The world was quiet.
Not silent—not anymore—but quiet in a way it hadn't been for generations. Birds returned to the skies. Trees sang with the wind. Cities once muted by magic began to hum again with soft, living sound. For the first time in living memory, the Song was not controlled, silenced, or fractured.
It was free.
And that freedom, like all powerful things, had consequences.
Kairo stood on the balcony of a rebuilt spire in what remained of Virelai, overlooking the plains that once shook beneath the Choir's heel. Now they pulsed with slow, natural rhythm—a heartbeat rediscovered.
It had been three weeks since Cadenza.
Three weeks since the Final Chorus shattered.
Three weeks since the Ashborn rewrote the world.
But the Song had not stopped.
If anything, it had deepened.
He could still feel it—beneath the surface, inside his skin, pulsing between the stars.
And… something was answering.
Yui joined him, a mug of steamflower tea in her hands. "You felt it again last night?"
Kairo nodded. "It's not the Choir. It's not even the Song."
"Then what is it?"
He looked to the north. To where the stars moved just a little too quickly in the sky now. "Something else woke up when we rewrote the Song."
She didn't flinch. "Friend or enemy?"
Kairo exhaled. "Echo."
In the weeks that followed the battle at Cadenza, strange phenomena had begun.
Whole cities reappearing from beneath ruins. People regaining memories they never lived. Rivers changing direction to match songs sung centuries ago. A skybeast—long thought extinct—appearing with melodies carved into its wings.
It was as though the world, no longer bound by suppression or manipulation, was trying to remember everything at once.
But some things remembered too much.
Deep underground, in a ruin untouched by even the Choir, a vault door opened for the first time in a thousand years.
Inside, something stirred.
It looked like a child.
It spoke like a song.
But its eyes were empty.
And it whispered the name of the first Ashborn who ever died.
"Elarin."
Back in Virelai, Kairo convened with the others.
Solen sat cross-legged, plucking at a stringless instrument that still produced notes.
Lira paced, unable to stop the tiny sparks that now trailed her hands even in sleep.
Ryn meditated above the floor, her harp hovering with her.
Kei whispered directions into the wind—never wrong.
Theren had taken to watching the stars, sword across his back.
And Aeska—ever the soldier—now guarded them with the loyalty of a lifelong chord.
Kairo spoke:
"The Song remembered us."
"But we may not be the only ones it remembered."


(Assigned task)
Using the data below, tally the lines that include the string "nasofrontal". Only the number is wanted.
<<<<
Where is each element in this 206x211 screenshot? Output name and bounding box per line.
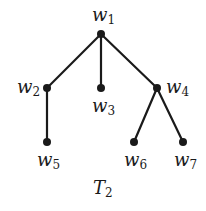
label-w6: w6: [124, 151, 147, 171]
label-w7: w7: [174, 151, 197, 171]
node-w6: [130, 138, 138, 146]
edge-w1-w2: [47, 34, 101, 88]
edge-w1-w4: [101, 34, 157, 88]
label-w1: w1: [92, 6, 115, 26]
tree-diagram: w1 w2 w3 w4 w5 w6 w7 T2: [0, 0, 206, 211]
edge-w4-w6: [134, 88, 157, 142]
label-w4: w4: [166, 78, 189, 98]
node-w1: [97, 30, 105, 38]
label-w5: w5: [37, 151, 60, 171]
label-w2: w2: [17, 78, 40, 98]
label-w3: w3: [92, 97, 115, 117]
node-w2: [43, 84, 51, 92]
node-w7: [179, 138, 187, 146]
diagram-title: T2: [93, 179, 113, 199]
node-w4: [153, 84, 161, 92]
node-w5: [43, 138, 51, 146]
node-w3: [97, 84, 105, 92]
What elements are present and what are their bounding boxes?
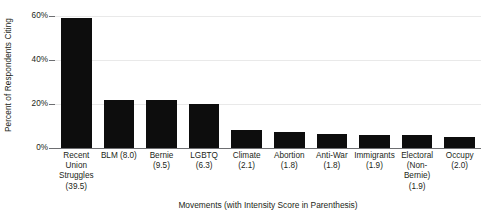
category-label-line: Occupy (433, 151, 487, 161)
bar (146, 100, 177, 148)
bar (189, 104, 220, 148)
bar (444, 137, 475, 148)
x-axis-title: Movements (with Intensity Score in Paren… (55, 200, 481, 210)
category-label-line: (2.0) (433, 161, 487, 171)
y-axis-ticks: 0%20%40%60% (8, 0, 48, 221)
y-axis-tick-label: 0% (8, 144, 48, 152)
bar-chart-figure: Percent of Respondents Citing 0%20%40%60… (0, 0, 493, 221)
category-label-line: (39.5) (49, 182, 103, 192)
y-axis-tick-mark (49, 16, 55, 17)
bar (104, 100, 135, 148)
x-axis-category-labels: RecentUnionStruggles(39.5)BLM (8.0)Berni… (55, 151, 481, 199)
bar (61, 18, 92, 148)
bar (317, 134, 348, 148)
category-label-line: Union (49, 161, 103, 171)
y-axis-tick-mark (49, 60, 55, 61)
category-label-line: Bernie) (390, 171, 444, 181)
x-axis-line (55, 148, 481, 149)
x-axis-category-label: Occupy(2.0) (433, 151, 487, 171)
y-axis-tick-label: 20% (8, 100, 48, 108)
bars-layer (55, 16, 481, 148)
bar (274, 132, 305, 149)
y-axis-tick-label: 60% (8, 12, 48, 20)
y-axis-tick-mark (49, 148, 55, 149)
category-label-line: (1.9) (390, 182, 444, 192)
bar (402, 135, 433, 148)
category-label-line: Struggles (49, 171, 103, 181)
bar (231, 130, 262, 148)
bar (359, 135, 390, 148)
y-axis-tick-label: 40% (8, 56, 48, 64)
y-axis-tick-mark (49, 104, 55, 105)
>>>>
<<<<
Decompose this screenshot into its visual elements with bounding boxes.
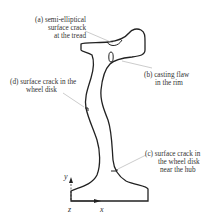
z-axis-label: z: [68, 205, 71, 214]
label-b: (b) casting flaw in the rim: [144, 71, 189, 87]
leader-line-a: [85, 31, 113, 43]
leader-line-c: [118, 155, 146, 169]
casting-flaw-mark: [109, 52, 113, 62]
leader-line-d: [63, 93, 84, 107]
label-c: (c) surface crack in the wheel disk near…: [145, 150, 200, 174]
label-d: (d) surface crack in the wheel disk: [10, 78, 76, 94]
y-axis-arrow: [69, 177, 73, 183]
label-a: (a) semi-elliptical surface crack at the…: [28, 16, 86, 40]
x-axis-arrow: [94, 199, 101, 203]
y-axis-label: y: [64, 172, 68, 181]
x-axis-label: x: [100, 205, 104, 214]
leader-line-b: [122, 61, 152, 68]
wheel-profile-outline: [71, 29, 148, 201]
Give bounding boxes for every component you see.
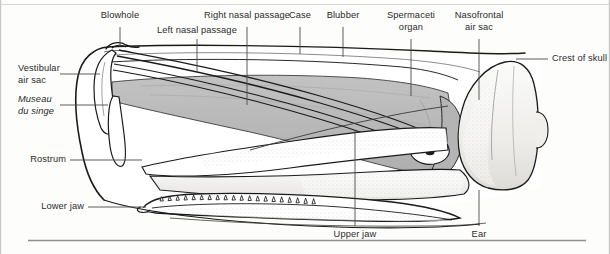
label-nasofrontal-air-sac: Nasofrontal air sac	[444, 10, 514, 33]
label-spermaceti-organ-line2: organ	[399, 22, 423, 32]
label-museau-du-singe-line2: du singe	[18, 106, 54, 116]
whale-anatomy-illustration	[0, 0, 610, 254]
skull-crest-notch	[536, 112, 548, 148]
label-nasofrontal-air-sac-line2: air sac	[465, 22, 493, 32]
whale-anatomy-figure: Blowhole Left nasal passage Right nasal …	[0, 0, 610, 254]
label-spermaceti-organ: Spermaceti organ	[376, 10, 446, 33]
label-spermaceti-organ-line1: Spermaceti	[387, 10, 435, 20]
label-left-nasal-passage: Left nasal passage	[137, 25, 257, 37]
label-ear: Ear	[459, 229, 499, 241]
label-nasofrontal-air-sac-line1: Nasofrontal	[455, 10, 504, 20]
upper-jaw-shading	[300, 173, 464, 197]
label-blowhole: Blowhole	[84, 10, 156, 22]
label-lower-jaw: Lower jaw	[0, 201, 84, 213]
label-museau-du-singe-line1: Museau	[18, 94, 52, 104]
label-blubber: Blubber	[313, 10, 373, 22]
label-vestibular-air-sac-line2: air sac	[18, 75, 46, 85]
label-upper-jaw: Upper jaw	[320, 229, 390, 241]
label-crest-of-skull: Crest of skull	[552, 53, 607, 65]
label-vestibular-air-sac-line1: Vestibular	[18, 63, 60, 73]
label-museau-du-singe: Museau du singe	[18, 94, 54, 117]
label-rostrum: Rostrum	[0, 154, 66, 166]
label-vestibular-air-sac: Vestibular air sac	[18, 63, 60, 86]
>>>>
(Solution to this problem)
3